The all-male, a cappella vocal ensemble Clerestory was one man down for last Saturday’s concert in Berkeley. The ensemble usually has nine members. That night, thanks to some last-minute redistribution of parts and the wise decision to move one piece forward in the program and cut another entirely, the men of Clerestory acquitted themselves exceedingly well with eight. (Countertenor Jesse Antin, a key member of the group, had suffered a family bereavement and had to leave town at short notice.)
Regardless of this fact, the event was to my mind a model of what a great choral concert should be. Here’s why:
1. Many choruses, even good ones, outstay their welcome, thinking that audiences are desperate to sit through an entire mass and about 20 other pieces. But Clerestory’s concert, which featured a selection of mini song cycles and short individual songs organized around a single theme, was just the right length.
2. There was a little bit of casual talk from the stage in between a few of the songs. The choir members spoke to us comfortably like we were friends. They didn’t ramble, over-articulate as if speaking to a group of toddlers of the hard of hearing (which is so often the case in choral concerts) or preach to us. The information they imparted was helpful and concise.
3. The theme for the concert, “Night Draws Near” (also the title of the group’s new CD) tackled the popular Halloween-time subject of death, decay, the cycles of nature and related ideas, in a fresh way. The music veered between a short movement from a Medieval Requiem Mass by Claudin de Sermisy and “Three Short Elegies” by the 20th century composer Gerald Finzi to the contemporary Finnish composer Jaako Mantyjarvi’s ghoulish setting of “Double, Double Toil and Trouble” from Shakespeare’s Macbeth and an electrifying battle song, “War Music: On Horseback,” by the contemporary Bay Area-based, British composer Paul Crabtree. In other words, the ensemble’s broad approach to programming had a cumulative effect on the listener: The singers tackled their chosen theme with breadth so I never got bored. On the other hand, the choice or repertoire was so inspired and the singing so beautiful, that I felt the kind of depth of connection with the music and people in the room that I more often feel when a concert is more narrow and focused in scope.
4. The intonation was perfect and full of emotion yet restrained when it needed to be. The sound was gorgeously balanced and the singers evoked a wide variety of moods.
If there’s anything that didn’t work quite right in the program, it was the contemporary composer John Musto’s “Nunc Dimitis/The Birds Have Vanished”. The decision to move this languorous, knotty, and sustained piece from the finale position forwards in the second half was a good one: The singers didn’t want to leave it to last because of the difficulty of singing it without their ninth member on stage. And their lack of confidence in being short of one vocalist showed in the slightly hesitant nature of their performance.
But even with Antin on stage, I don’t think that Musto’s work would make for a good finale. I’m guessing that the group put it there because they wanted a quiet and thoughtful ending to the program. When I listened to a recording of the track on the group’s new CD the following day, the composition struck me as being a bit half-hearted. It’s an after-thought rather than a memorable expression of closure. I wonder if the Clerestory clan might consider positioning the song earlier in the program for its concert in Sonoma this coming weekend? Whether one man down or not, the robust yet stern sound of the shape note tune “New Morning Sun” by S. Whit Denson, creates a potent and less clichedly elegiac ending.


*REQUIREMENT*. Down to the last line, the material below should be reproduced exactly.

--- DATA FOR THIS EXERCISE ---

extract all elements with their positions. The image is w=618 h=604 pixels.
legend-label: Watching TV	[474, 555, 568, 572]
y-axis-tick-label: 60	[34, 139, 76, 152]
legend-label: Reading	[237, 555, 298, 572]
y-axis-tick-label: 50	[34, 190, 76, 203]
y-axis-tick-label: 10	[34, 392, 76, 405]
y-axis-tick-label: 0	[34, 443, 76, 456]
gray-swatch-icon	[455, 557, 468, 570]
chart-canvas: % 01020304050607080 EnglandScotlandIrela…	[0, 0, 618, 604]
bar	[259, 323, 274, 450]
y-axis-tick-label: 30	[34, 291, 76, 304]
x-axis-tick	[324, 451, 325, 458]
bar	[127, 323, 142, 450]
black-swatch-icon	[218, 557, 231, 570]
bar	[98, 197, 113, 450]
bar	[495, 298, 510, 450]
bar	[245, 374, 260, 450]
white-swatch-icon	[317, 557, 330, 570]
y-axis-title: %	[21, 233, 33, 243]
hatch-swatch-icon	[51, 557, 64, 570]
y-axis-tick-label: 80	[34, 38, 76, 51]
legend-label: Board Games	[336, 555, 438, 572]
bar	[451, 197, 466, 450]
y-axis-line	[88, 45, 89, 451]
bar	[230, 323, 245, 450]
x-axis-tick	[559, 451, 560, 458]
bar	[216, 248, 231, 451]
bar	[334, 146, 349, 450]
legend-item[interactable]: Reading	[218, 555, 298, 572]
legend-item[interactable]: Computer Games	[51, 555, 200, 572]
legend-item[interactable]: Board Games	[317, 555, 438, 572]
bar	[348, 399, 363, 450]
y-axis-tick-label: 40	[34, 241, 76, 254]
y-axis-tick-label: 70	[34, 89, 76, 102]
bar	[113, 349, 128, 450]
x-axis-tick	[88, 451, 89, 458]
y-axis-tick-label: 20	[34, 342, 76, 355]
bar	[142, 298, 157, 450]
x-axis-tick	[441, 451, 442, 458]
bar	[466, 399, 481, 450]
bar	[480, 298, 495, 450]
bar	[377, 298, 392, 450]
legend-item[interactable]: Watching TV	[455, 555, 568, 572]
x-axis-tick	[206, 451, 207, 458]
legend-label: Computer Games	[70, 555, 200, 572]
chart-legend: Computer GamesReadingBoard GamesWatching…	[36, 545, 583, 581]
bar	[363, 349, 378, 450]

---

*ANSWER SPACE*.
extract all elements with their positions. The image is w=618 h=604 pixels.
legend-label: Watching TV	[474, 555, 568, 572]
y-axis-tick-label: 60	[34, 139, 76, 152]
legend-label: Reading	[237, 555, 298, 572]
y-axis-tick-label: 50	[34, 190, 76, 203]
y-axis-tick-label: 10	[34, 392, 76, 405]
y-axis-tick-label: 0	[34, 443, 76, 456]
gray-swatch-icon	[455, 557, 468, 570]
chart-canvas: % 01020304050607080 EnglandScotlandIrela…	[0, 0, 618, 604]
bar	[259, 323, 274, 450]
y-axis-tick-label: 30	[34, 291, 76, 304]
x-axis-tick	[324, 451, 325, 458]
bar	[127, 323, 142, 450]
black-swatch-icon	[218, 557, 231, 570]
bar	[98, 197, 113, 450]
bar	[495, 298, 510, 450]
bar	[245, 374, 260, 450]
white-swatch-icon	[317, 557, 330, 570]
y-axis-title: %	[21, 233, 33, 243]
hatch-swatch-icon	[51, 557, 64, 570]
y-axis-tick-label: 80	[34, 38, 76, 51]
legend-label: Board Games	[336, 555, 438, 572]
bar	[451, 197, 466, 450]
y-axis-line	[88, 45, 89, 451]
bar	[230, 323, 245, 450]
x-axis-tick	[559, 451, 560, 458]
bar	[216, 248, 231, 451]
bar	[334, 146, 349, 450]
legend-item[interactable]: Reading	[218, 555, 298, 572]
legend-item[interactable]: Computer Games	[51, 555, 200, 572]
legend-item[interactable]: Board Games	[317, 555, 438, 572]
bar	[348, 399, 363, 450]
y-axis-tick-label: 40	[34, 241, 76, 254]
y-axis-tick-label: 70	[34, 89, 76, 102]
bar	[113, 349, 128, 450]
x-axis-tick	[88, 451, 89, 458]
y-axis-tick-label: 20	[34, 342, 76, 355]
bar	[142, 298, 157, 450]
x-axis-tick	[441, 451, 442, 458]
bar	[466, 399, 481, 450]
bar	[480, 298, 495, 450]
bar	[377, 298, 392, 450]
legend-item[interactable]: Watching TV	[455, 555, 568, 572]
x-axis-tick	[206, 451, 207, 458]
legend-label: Computer Games	[70, 555, 200, 572]
chart-legend: Computer GamesReadingBoard GamesWatching…	[36, 545, 583, 581]
bar	[363, 349, 378, 450]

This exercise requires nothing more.